Any additional comments?

It has been a very long time since I read such a well-written, and well-narrated [or performed] book. I found it riveting from the beginning. The story is a fictionalized retelling, through the voices of several contemporaries, of the life of an extraordinary woman. Google "Violette Morris" if you want to know more]. The technique of giving each person a different narrator, each with a voice sufficiently distinctive that you can easily tell them apart, is used to excellent effect here [I wish someone would arrange for Susan Howatch's "historical" novels to be redone this way]. The main protagonist herself, called Lou Villar in the book, does not give her own viewpoint, but we see her through the eyes of those who are close to her, although, in the end, she remains something of a mystery. Some of the characters are composites ["Lionel Main" seems based on Henry Miller with a touch, maybe, of Hemingway] and others are basically only renamed [check out the photos of Brassai on Google], and yet others are probably fictional.

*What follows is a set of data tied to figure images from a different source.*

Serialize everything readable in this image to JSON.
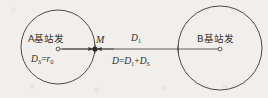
{
  "figure": {
    "background_color": "#f1efeb",
    "stroke_color": "#3a3734",
    "labels": {
      "station_a": "A基站发",
      "station_b": "B基站发",
      "midpoint": "M",
      "distance_d1_main": "D",
      "distance_d1_sub": "1",
      "radius_label_lhs": "D",
      "radius_label_lhs_sub": "S",
      "radius_label_eq": "=",
      "radius_label_rhs": "r",
      "radius_label_rhs_sub": "0",
      "sum_lhs": "D",
      "sum_eq1": "=",
      "sum_term1": "D",
      "sum_term1_sub": "1",
      "sum_plus": "+",
      "sum_term2": "D",
      "sum_term2_sub": "S"
    },
    "geometry": {
      "circle_a": {
        "cx": 58,
        "cy": 47,
        "r": 37
      },
      "circle_b": {
        "cx": 220,
        "cy": 48,
        "r": 42
      },
      "baseline": {
        "x1": 58,
        "y1": 49,
        "x2": 220,
        "y2": 49
      },
      "point_m": {
        "cx": 95,
        "cy": 49,
        "r": 2.6
      },
      "marker_a": {
        "cx": 58,
        "cy": 49,
        "r": 1.9
      },
      "marker_b": {
        "cx": 220,
        "cy": 49,
        "r": 1.9
      }
    }
  }
}
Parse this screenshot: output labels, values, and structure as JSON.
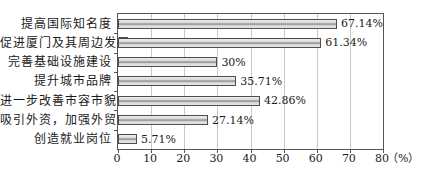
{
  "chart_data": {
    "type": "bar",
    "orientation": "horizontal",
    "title": "",
    "xlabel": "",
    "ylabel": "",
    "categories": [
      "提高国际知名度",
      "促进厦门及其周边发展",
      "完善基础设施建设",
      "提升城市品牌",
      "进一步改善市容市貌",
      "吸引外资，加强外贸",
      "创造就业岗位"
    ],
    "values": [
      67.14,
      61.34,
      30,
      35.71,
      42.86,
      27.14,
      5.71
    ],
    "value_labels": [
      "67.14%",
      "61.34%",
      "30%",
      "35.71%",
      "42.86%",
      "27.14%",
      "5.71%"
    ],
    "xlim": [
      0,
      80
    ],
    "x_ticks": [
      "0",
      "10",
      "20",
      "30",
      "40",
      "50",
      "60",
      "70",
      "80"
    ],
    "x_unit": "（%）",
    "grid": "vertical",
    "legend": "none",
    "colors": {
      "bar_fill": "#d9d9d9",
      "bar_stripe": "#a0a0a0",
      "bar_border": "#4d4d4d",
      "gridline": "#c9c9c9",
      "axis": "#555555",
      "background": "#ffffff"
    }
  }
}
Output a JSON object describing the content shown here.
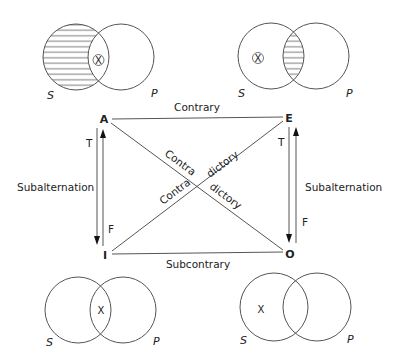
{
  "diagram": {
    "vertices": {
      "A": "A",
      "E": "E",
      "I": "I",
      "O": "O"
    },
    "relations": {
      "top": "Contrary",
      "bottom": "Subcontrary",
      "left": "Subalternation",
      "right": "Subalternation",
      "diag1_a": "Contra",
      "diag1_b": "dictory",
      "diag2_a": "Contra",
      "diag2_b": "dictory"
    },
    "truth_labels": {
      "left_T": "T",
      "left_F": "F",
      "right_T": "T",
      "right_F": "F"
    },
    "venn": {
      "A": {
        "s_label": "S",
        "p_label": "P",
        "mark": "X",
        "shaded": "S-only",
        "mark_circled": true
      },
      "E": {
        "s_label": "S",
        "p_label": "P",
        "mark": "X",
        "shaded": "S-and-P",
        "mark_circled": true
      },
      "I": {
        "s_label": "S",
        "p_label": "P",
        "mark": "X",
        "shaded": "none",
        "mark_circled": false
      },
      "O": {
        "s_label": "S",
        "p_label": "P",
        "mark": "X",
        "shaded": "none",
        "mark_circled": false
      }
    },
    "colors": {
      "line": "#555555",
      "text": "#222222",
      "hatch": "#666666"
    }
  }
}
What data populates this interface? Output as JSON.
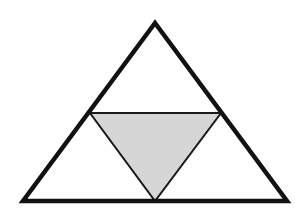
{
  "diagram": {
    "outer_triangle": {
      "vertices": [
        [
          155,
          23
        ],
        [
          23,
          201
        ],
        [
          287,
          201
        ]
      ],
      "stroke": "#111111",
      "stroke_width": 4.5,
      "fill": "#ffffff"
    },
    "inner_triangle": {
      "vertices": [
        [
          90,
          113
        ],
        [
          221,
          113
        ],
        [
          155,
          201
        ]
      ],
      "stroke": "#1a1a1a",
      "stroke_width": 2,
      "fill": "#d6d6d6",
      "shaded": true
    },
    "colors": {
      "background": "#ffffff",
      "line": "#111111",
      "shade": "#d6d6d6"
    }
  }
}
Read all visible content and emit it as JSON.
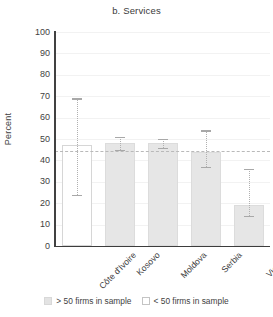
{
  "chart_data": {
    "type": "bar",
    "title": "b. Services",
    "xlabel": "",
    "ylabel": "Percent",
    "ylim": [
      0,
      100
    ],
    "yticks": [
      0,
      10,
      20,
      30,
      40,
      50,
      60,
      70,
      80,
      90,
      100
    ],
    "grid": true,
    "legend_position": "bottom",
    "categories": [
      "Côte d'Ivoire",
      "Kosovo",
      "Moldova",
      "Serbia",
      "Vietnam"
    ],
    "values": [
      47,
      48,
      48,
      44,
      19
    ],
    "error_low": [
      24,
      45,
      46,
      37,
      14
    ],
    "error_high": [
      69,
      51,
      50,
      54,
      36
    ],
    "bar_styles": [
      "hollow",
      "filled",
      "filled",
      "filled",
      "filled"
    ],
    "reference_line": {
      "value": 44.5,
      "style": "dashed",
      "color": "#b9b9b9"
    },
    "legend": [
      {
        "label": "> 50 firms in sample",
        "style": "filled",
        "color": "#e3e3e3"
      },
      {
        "label": "< 50 firms in sample",
        "style": "hollow",
        "color": "#ffffff"
      }
    ]
  }
}
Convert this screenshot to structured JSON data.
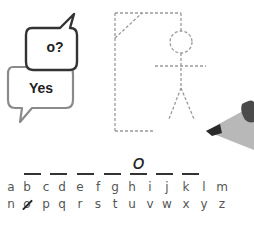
{
  "bubbles": {
    "question": "o?",
    "answer": "Yes"
  },
  "word": {
    "length": 7,
    "slots": [
      "",
      "",
      "",
      "",
      "o",
      "",
      ""
    ]
  },
  "alphabet": {
    "row1": [
      "a",
      "b",
      "c",
      "d",
      "e",
      "f",
      "g",
      "h",
      "i",
      "j",
      "k",
      "l",
      "m"
    ],
    "row2": [
      "n",
      "o",
      "p",
      "q",
      "r",
      "s",
      "t",
      "u",
      "v",
      "w",
      "x",
      "y",
      "z"
    ],
    "guessed": [
      "o"
    ]
  },
  "colors": {
    "dashed_line": "#9a9a9a",
    "bubble_dark": "#333333",
    "bubble_light": "#8a8a8a",
    "pencil_body": "#b5b5b5",
    "pencil_tip": "#2a2a2a"
  }
}
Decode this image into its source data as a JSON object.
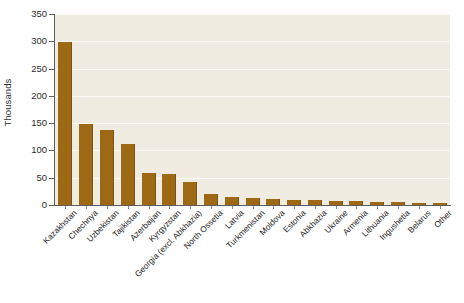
{
  "chart_data": {
    "type": "bar",
    "title": "",
    "subtitle": "",
    "xlabel": "",
    "ylabel": "Thousands",
    "ylim": [
      0,
      350
    ],
    "ytick_values": [
      0,
      50,
      100,
      150,
      200,
      250,
      300,
      350
    ],
    "ytick_labels": [
      "0",
      "50",
      "100",
      "150",
      "200",
      "250",
      "300",
      "350"
    ],
    "grid": true,
    "grid_axis": "y",
    "legend": false,
    "legend_position": "none",
    "bar_color": "#9d6914",
    "plot_background": "#f0ece2",
    "figure_background": "#ffffff",
    "categories": [
      "Kazakhstan",
      "Chechnya",
      "Uzbekistan",
      "Tajikistan",
      "Azerbaijan",
      "Kyrgyzstan",
      "Georgia (excl. Abkhazia)",
      "North Ossetia",
      "Latvia",
      "Turkmenistan",
      "Moldova",
      "Estonia",
      "Abkhazia",
      "Ukraine",
      "Armenia",
      "Lithuania",
      "Ingushetia",
      "Belarus",
      "Other"
    ],
    "values": [
      298,
      148,
      138,
      112,
      58,
      57,
      42,
      20,
      14,
      13,
      11,
      10,
      9,
      8,
      7,
      6,
      5,
      4,
      4
    ],
    "units": "thousands"
  }
}
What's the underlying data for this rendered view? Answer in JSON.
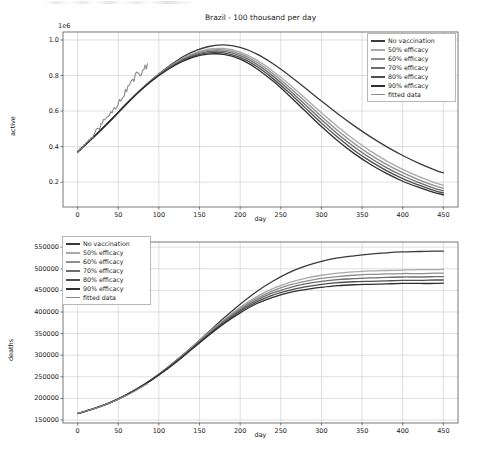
{
  "figure": {
    "width": 483,
    "height": 464,
    "background": "#ffffff"
  },
  "chart_data": [
    {
      "type": "line",
      "id": "active-cases",
      "title": "Brazil - 100 thousand per day",
      "xlabel": "day",
      "ylabel": "active",
      "y_offset_text": "1e6",
      "y_scale": 1000000,
      "xlim": [
        -18,
        468
      ],
      "ylim": [
        60000,
        1045000
      ],
      "xticks": [
        0,
        50,
        100,
        150,
        200,
        250,
        300,
        350,
        400,
        450
      ],
      "xticklabels": [
        "0",
        "50",
        "100",
        "150",
        "200",
        "250",
        "300",
        "350",
        "400",
        "450"
      ],
      "yticks": [
        0.2,
        0.4,
        0.6,
        0.8,
        1.0
      ],
      "yticklabels": [
        "0.2",
        "0.4",
        "0.6",
        "0.8",
        "1.0"
      ],
      "grid": true,
      "legend_position": "upper right",
      "x": [
        0,
        20,
        40,
        60,
        80,
        100,
        120,
        140,
        160,
        180,
        200,
        220,
        240,
        260,
        280,
        300,
        320,
        340,
        360,
        380,
        400,
        420,
        440,
        450
      ],
      "series": [
        {
          "name": "No vaccination",
          "color": "#3a3a3a",
          "linewidth": 1.3,
          "values": [
            370000,
            455000,
            545000,
            640000,
            730000,
            810000,
            878000,
            930000,
            962000,
            972000,
            958000,
            922000,
            868000,
            802000,
            730000,
            656000,
            585000,
            518000,
            456000,
            400000,
            350000,
            306000,
            268000,
            252000
          ]
        },
        {
          "name": "50% efficacy",
          "color": "#a9a9a9",
          "linewidth": 1.3,
          "values": [
            370000,
            455000,
            545000,
            640000,
            730000,
            808000,
            872000,
            920000,
            948000,
            952000,
            932000,
            888000,
            826000,
            752000,
            672000,
            590000,
            512000,
            440000,
            376000,
            320000,
            272000,
            231000,
            196000,
            182000
          ]
        },
        {
          "name": "60% efficacy",
          "color": "#8e8e8e",
          "linewidth": 1.3,
          "values": [
            370000,
            455000,
            545000,
            640000,
            729000,
            806000,
            869000,
            915000,
            941000,
            944000,
            922000,
            876000,
            812000,
            736000,
            654000,
            570000,
            491000,
            419000,
            355000,
            300000,
            253000,
            213000,
            179000,
            166000
          ]
        },
        {
          "name": "70% efficacy",
          "color": "#6d6d6d",
          "linewidth": 1.3,
          "values": [
            370000,
            455000,
            545000,
            640000,
            729000,
            804000,
            866000,
            910000,
            934000,
            936000,
            912000,
            864000,
            798000,
            720000,
            636000,
            551000,
            471000,
            399000,
            336000,
            282000,
            236000,
            197000,
            164000,
            152000
          ]
        },
        {
          "name": "80% efficacy",
          "color": "#4e4e4e",
          "linewidth": 1.3,
          "values": [
            370000,
            455000,
            545000,
            640000,
            728000,
            802000,
            862000,
            905000,
            927000,
            928000,
            902000,
            852000,
            784000,
            704000,
            618000,
            532000,
            452000,
            380000,
            318000,
            265000,
            220000,
            183000,
            151000,
            140000
          ]
        },
        {
          "name": "90% efficacy",
          "color": "#2f2f2f",
          "linewidth": 1.3,
          "values": [
            370000,
            455000,
            545000,
            640000,
            727000,
            800000,
            858000,
            899000,
            920000,
            919000,
            892000,
            840000,
            770000,
            688000,
            600000,
            513000,
            433000,
            362000,
            301000,
            249000,
            205000,
            170000,
            139000,
            129000
          ]
        },
        {
          "name": "fitted data",
          "color": "#8a8a8a",
          "linewidth": 1.1,
          "noisy": true,
          "x_end": 86,
          "values": [
            372000,
            452000,
            556000,
            658000,
            782000,
            848000
          ]
        }
      ]
    },
    {
      "type": "line",
      "id": "cumulative-deaths",
      "title": "",
      "xlabel": "day",
      "ylabel": "deaths",
      "xlim": [
        -18,
        468
      ],
      "ylim": [
        143000,
        562000
      ],
      "xticks": [
        0,
        50,
        100,
        150,
        200,
        250,
        300,
        350,
        400,
        450
      ],
      "xticklabels": [
        "0",
        "50",
        "100",
        "150",
        "200",
        "250",
        "300",
        "350",
        "400",
        "450"
      ],
      "yticks": [
        150000,
        200000,
        250000,
        300000,
        350000,
        400000,
        450000,
        500000,
        550000
      ],
      "yticklabels": [
        "150000",
        "200000",
        "250000",
        "300000",
        "350000",
        "400000",
        "450000",
        "500000",
        "550000"
      ],
      "grid": true,
      "legend_position": "upper left",
      "x": [
        0,
        20,
        40,
        60,
        80,
        100,
        120,
        140,
        160,
        180,
        200,
        220,
        240,
        260,
        280,
        300,
        320,
        340,
        360,
        380,
        400,
        420,
        440,
        450
      ],
      "series": [
        {
          "name": "No vaccination",
          "color": "#3a3a3a",
          "linewidth": 1.3,
          "values": [
            165000,
            176000,
            190000,
            208000,
            230000,
            256000,
            286000,
            318000,
            352000,
            386000,
            418000,
            447000,
            471000,
            491000,
            506000,
            517000,
            525000,
            530000,
            534000,
            537000,
            539000,
            540000,
            541000,
            541000
          ]
        },
        {
          "name": "50% efficacy",
          "color": "#a9a9a9",
          "linewidth": 1.3,
          "values": [
            165000,
            176000,
            190000,
            208000,
            230000,
            256000,
            285000,
            317000,
            350000,
            382000,
            411000,
            435000,
            454000,
            468000,
            478000,
            485000,
            490000,
            493000,
            495000,
            496000,
            497000,
            498000,
            498000,
            499000
          ]
        },
        {
          "name": "60% efficacy",
          "color": "#8e8e8e",
          "linewidth": 1.3,
          "values": [
            165000,
            176000,
            190000,
            208000,
            230000,
            256000,
            285000,
            316000,
            349000,
            380000,
            408000,
            431000,
            449000,
            462000,
            471000,
            478000,
            482000,
            485000,
            487000,
            488000,
            489000,
            489000,
            490000,
            490000
          ]
        },
        {
          "name": "70% efficacy",
          "color": "#6d6d6d",
          "linewidth": 1.3,
          "values": [
            165000,
            176000,
            190000,
            208000,
            230000,
            255000,
            284000,
            315000,
            347000,
            378000,
            405000,
            427000,
            444000,
            456000,
            465000,
            471000,
            475000,
            477000,
            479000,
            480000,
            481000,
            481000,
            482000,
            482000
          ]
        },
        {
          "name": "80% efficacy",
          "color": "#4e4e4e",
          "linewidth": 1.3,
          "values": [
            165000,
            176000,
            190000,
            208000,
            229000,
            255000,
            283000,
            314000,
            346000,
            375000,
            402000,
            423000,
            439000,
            450000,
            458000,
            464000,
            468000,
            470000,
            471000,
            472000,
            473000,
            473000,
            474000,
            474000
          ]
        },
        {
          "name": "90% efficacy",
          "color": "#2f2f2f",
          "linewidth": 1.3,
          "values": [
            165000,
            176000,
            190000,
            208000,
            229000,
            254000,
            282000,
            313000,
            344000,
            373000,
            398000,
            419000,
            434000,
            445000,
            452000,
            457000,
            461000,
            463000,
            464000,
            465000,
            466000,
            466000,
            466000,
            467000
          ]
        },
        {
          "name": "fitted data",
          "color": "#8a8a8a",
          "linewidth": 1.1,
          "x_end": 86,
          "values": [
            165000,
            177000,
            192000,
            211000,
            234000
          ]
        }
      ]
    }
  ],
  "legend1": {
    "items": [
      {
        "label": "No vaccination",
        "color": "#3a3a3a"
      },
      {
        "label": "50% efficacy",
        "color": "#a9a9a9"
      },
      {
        "label": "60% efficacy",
        "color": "#8e8e8e"
      },
      {
        "label": "70% efficacy",
        "color": "#6d6d6d"
      },
      {
        "label": "80% efficacy",
        "color": "#4e4e4e"
      },
      {
        "label": "90% efficacy",
        "color": "#2f2f2f"
      },
      {
        "label": "fitted data",
        "color": "#8a8a8a"
      }
    ]
  },
  "legend2": {
    "items": [
      {
        "label": "No vaccination",
        "color": "#3a3a3a"
      },
      {
        "label": "50% efficacy",
        "color": "#a9a9a9"
      },
      {
        "label": "60% efficacy",
        "color": "#8e8e8e"
      },
      {
        "label": "70% efficacy",
        "color": "#6d6d6d"
      },
      {
        "label": "80% efficacy",
        "color": "#4e4e4e"
      },
      {
        "label": "90% efficacy",
        "color": "#2f2f2f"
      },
      {
        "label": "fitted data",
        "color": "#8a8a8a"
      }
    ]
  }
}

The title is a paraphrasing of the title of a real photograph.Some of the history covered was familiar to me, but most was not. Some commenters think the book is a bit prolix and long; I do not, because describing how a woman like Lou Villar [or, if you will, Morris] became what she became is not something one can do briefly. Francine Prose should be very happy with this audio rendition, which really brings her wonderful book to life. If I have any criticism, I would have liked a note at the end informing listeners who performed which characters.